Hey everyone, it is Drew, welcome to my recipe page. Today, I will show you a way to prepare a distinctive dish, aromatic shokupan (square loaf) with rice and sake. One of my favorites food recipes. This time, I’m gonna make it a bit tasty. This will be really delicious.
Great recipe for Aromatic Shokupan (Square Loaf) With Rice and Sake. Note: I changed the top photo, so now it shows a two-piece bread (hand kneaded) rather than than the three-piece bread in the recipe. Ever since I tried the "rice bread" from a certain bakery, I've been totally into bread with.
Aromatic Shokupan (Square Loaf) With Rice and Sake is one of the most popular of current trending meals in the world. It is simple, it’s fast, it tastes delicious. It’s appreciated by millions every day. Aromatic Shokupan (Square Loaf) With Rice and Sake is something that I’ve loved my entire life. They’re fine and they look fantastic.
To get started with this recipe, we have to first prepare a few ingredients. You can have aromatic shokupan (square loaf) with rice and sake using 9 ingredients and 12 steps. Here is how you can achieve it.
The ingredients needed to make Aromatic Shokupan (Square Loaf) With Rice and Sake:
- Take 125 grams ○Cooked rice that has cooled down
- Make ready 130 grams ○Water
- Prepare 250 grams Bread (strong) flour
- Make ready 23 grams Sugar
- Make ready 5 grams Salt
- Get 3 grams Dry yeast
- Make ready 35 grams Sake (or water if you don't have sake)
- Take 20 grams Milk
- Get 23 grams Unsalted butter
Shoku Pan is a Japanese square loaf bread that is often eaten as toast or used for sandwiches. Although rice is the biggest staple food in Japan, Shoku Pan bread today may be the most popular breakfast item. Shoku Pan is very soft and tender and delicious, and you will love it if you like Japanese bread. Sake kasu or sake lees is the by-product of the sake production, the leftover fermented rice mass after pressing the sake.
Steps to make Aromatic Shokupan (Square Loaf) With Rice and Sake:
- Put the cooked rice and water in a pan, cover with a lid and bring to a boil. Turn off the heat and leave to cool with the lid on. The photo shows the pan of rice after it's cooled.
- Put all the ingredients except for the butter in a bread machine and switch it on. Add the butter 5 minutes in.
- Take out the dough and deflate it by punching it down lightly. Divide into 3 pieces and round off each piece. Rest for 20 minutes.
- When the dough has rested, punch each piece down lightly and roll out to about 20 x 25 cm. This is a very sticky dough, so flour your work surface, rolling pin etc. generously.
- Fold the dough in so that it overlaps a bit in the middle.
- Roll up from the end.
- Pinch the seams tightly closed.
- Line up the rolled dough in a greased bread pan towards one side. Leave for the 2nd rising. Start preheating the oven with the baking tray in to 160℃.
- The dough is done rising when the tops have risen a bit above the rim of the pan.
- Raise the oven temperature to 200°C and bake for 30 minutes. Once the top has become a dark golden brown, cover with a piece of aluminium foil to prevent it from getting too dark.
- When the bread is baked, drop the pan onto your counter from a height to push out the steam, take the loaf out and cook on a rack to finish.
- The crumb is finely textured, very moist and soft even the next day. It has a silky mouth feel. The bread doesn't get stale fast either. It's a substantial bread that fills you up.
It is a wonderfully aromatic and flavour rich living thing that has a lot of potential as a cooking or baking ingredient. Sake lees is rich in vitamins, enzymes and live cultures like yeast and bacteria. Shokupan can be baked in two shapes. The "mountain" shape uses two (or sometimes more) rolls of dough baked together in one pan. Shokupan is also made in a Pullman pan, that is a bread pan with a cover.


▶ [Assignment]: What you output must be the exact lines from the first line of the data through the one holding "Image is 644x305 pixels.", with no pictures.

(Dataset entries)
——
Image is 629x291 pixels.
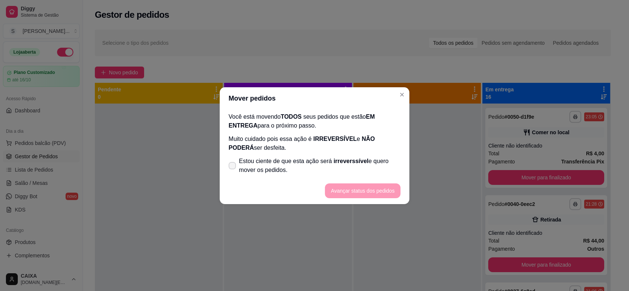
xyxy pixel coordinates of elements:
[228,114,375,129] span: EM ENTREGA
[228,113,400,130] p: Você está movendo seus pedidos que estão para o próximo passo.
[220,87,409,110] header: Mover pedidos
[313,136,357,142] span: IRREVERSÍVEL
[228,135,400,153] p: Muito cuidado pois essa ação é e ser desfeita.
[228,136,375,151] span: NÃO PODERÁ
[333,158,368,164] span: irreverssível
[239,157,400,175] span: Estou ciente de que esta ação será e quero mover os pedidos.
[281,114,302,120] span: TODOS
[396,89,408,101] button: Close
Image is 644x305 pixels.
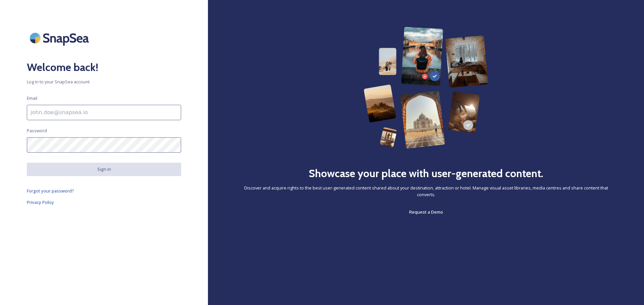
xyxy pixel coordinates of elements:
[27,198,181,206] a: Privacy Policy
[27,163,181,176] button: Sign in
[27,27,94,49] img: SnapSea Logo
[27,79,181,85] span: Log in to your SnapSea account
[27,59,181,76] h2: Welcome back!
[27,128,47,134] span: Password
[409,209,443,215] span: Request a Demo
[364,27,488,148] img: 63b42ca75bacad526042e722_Group%20154-p-800.png
[235,185,617,197] span: Discover and acquire rights to the best user-generated content shared about your destination, att...
[309,165,543,182] h2: Showcase your place with user-generated content.
[27,188,74,194] span: Forgot your password?
[27,105,181,120] input: john.doe@snapsea.io
[27,95,37,102] span: Email
[409,208,443,216] a: Request a Demo
[27,200,54,206] span: Privacy Policy
[27,187,181,195] a: Forgot your password?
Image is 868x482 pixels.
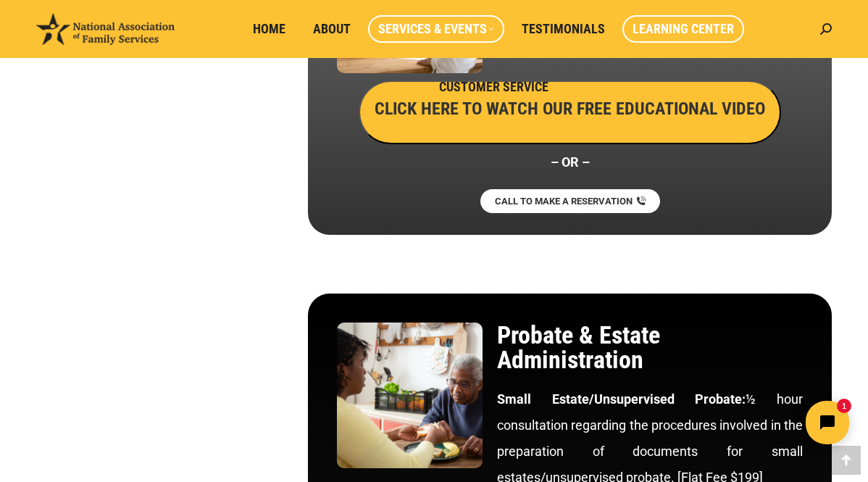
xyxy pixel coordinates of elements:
[378,21,494,37] span: Services & Events
[242,15,295,43] a: Home
[375,96,765,121] h3: CLICK HERE TO WATCH OUR FREE EDUCATIONAL VIDEO
[359,80,781,145] button: CLICK HERE TO WATCH OUR FREE EDUCATIONAL VIDEO
[253,21,286,37] span: Home
[303,15,360,43] a: About
[497,323,803,372] h2: Probate & Estate Administration
[622,15,744,43] a: Learning Center
[439,79,548,95] span: Customer Service
[36,13,174,46] img: National Association of Family Services
[359,102,781,117] a: CLICK HERE TO WATCH OUR FREE EDUCATIONAL VIDEO
[522,21,605,37] span: Testimonials
[551,154,590,169] strong: – OR –
[429,73,559,100] a: Customer Service
[511,15,615,43] a: Testimonials
[495,197,633,206] span: CALL TO MAKE A RESERVATION
[313,21,351,37] span: About
[337,323,483,468] img: Probate & Estate Administration
[480,189,660,213] a: CALL TO MAKE A RESERVATION
[497,391,746,406] strong: Small Estate/Unsupervised Probate:
[612,389,862,456] iframe: Tidio Chat
[633,21,734,37] span: Learning Center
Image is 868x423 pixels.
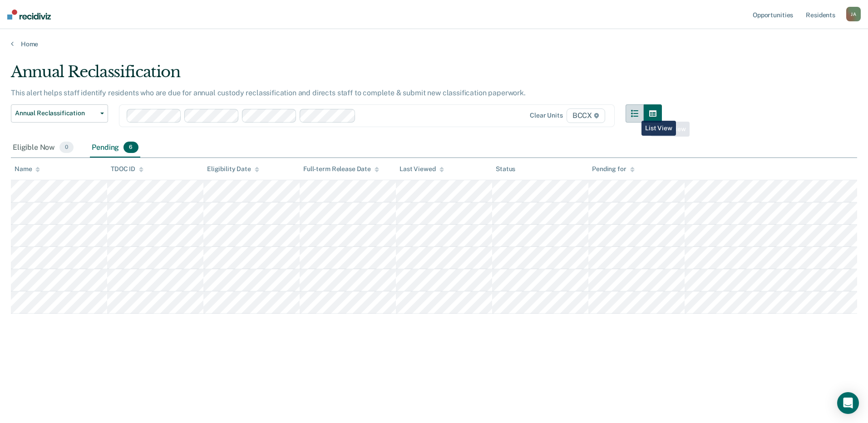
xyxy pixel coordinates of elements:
[123,141,138,153] span: 6
[11,105,108,123] button: Annual Reclassification
[566,109,605,123] span: BCCX
[15,165,40,173] div: Name
[847,7,861,21] div: J A
[304,165,379,173] div: Full-term Release Date
[7,9,51,19] img: Recidiviz
[15,109,97,117] span: Annual Reclassification
[11,40,857,48] a: Home
[90,138,140,158] div: Pending6
[59,141,73,153] span: 0
[207,165,260,173] div: Eligibility Date
[11,138,75,158] div: Eligible Now0
[400,165,444,173] div: Last Viewed
[11,63,662,89] div: Annual Reclassification
[111,165,143,173] div: TDOC ID
[11,89,526,97] p: This alert helps staff identify residents who are due for annual custody reclassification and dir...
[847,7,861,21] button: JA
[592,165,634,173] div: Pending for
[496,165,516,173] div: Status
[837,392,859,414] div: Open Intercom Messenger
[530,111,563,119] div: Clear units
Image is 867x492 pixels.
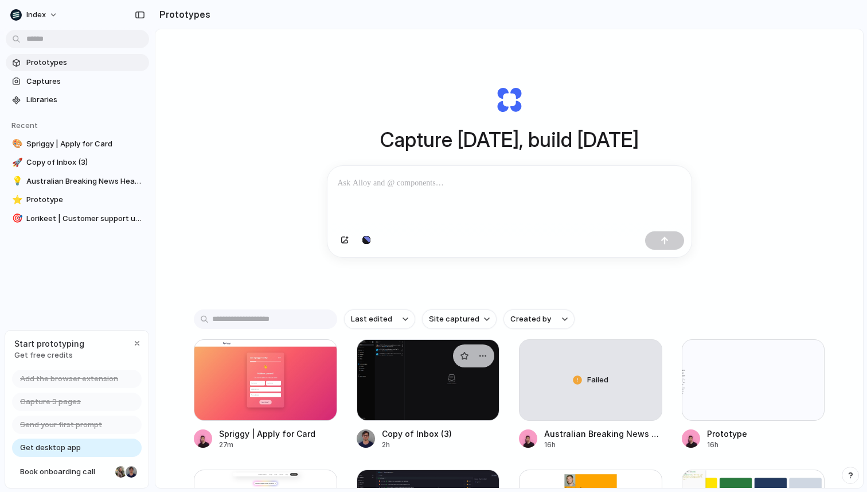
——
▶ [Your response]:
Image is 629x291 pixels.
xyxy pixel coordinates of elements:
[228,114,375,129] span: EM ENTREGA
[228,113,400,130] p: Você está movendo seus pedidos que estão para o próximo passo.
[220,87,409,110] header: Mover pedidos
[313,136,357,142] span: IRREVERSÍVEL
[228,135,400,153] p: Muito cuidado pois essa ação é e ser desfeita.
[228,136,375,151] span: NÃO PODERÁ
[333,158,368,164] span: irreverssível
[239,157,400,175] span: Estou ciente de que esta ação será e quero mover os pedidos.
[281,114,302,120] span: TODOS
[396,89,408,101] button: Close
Image is 644x305 pixels.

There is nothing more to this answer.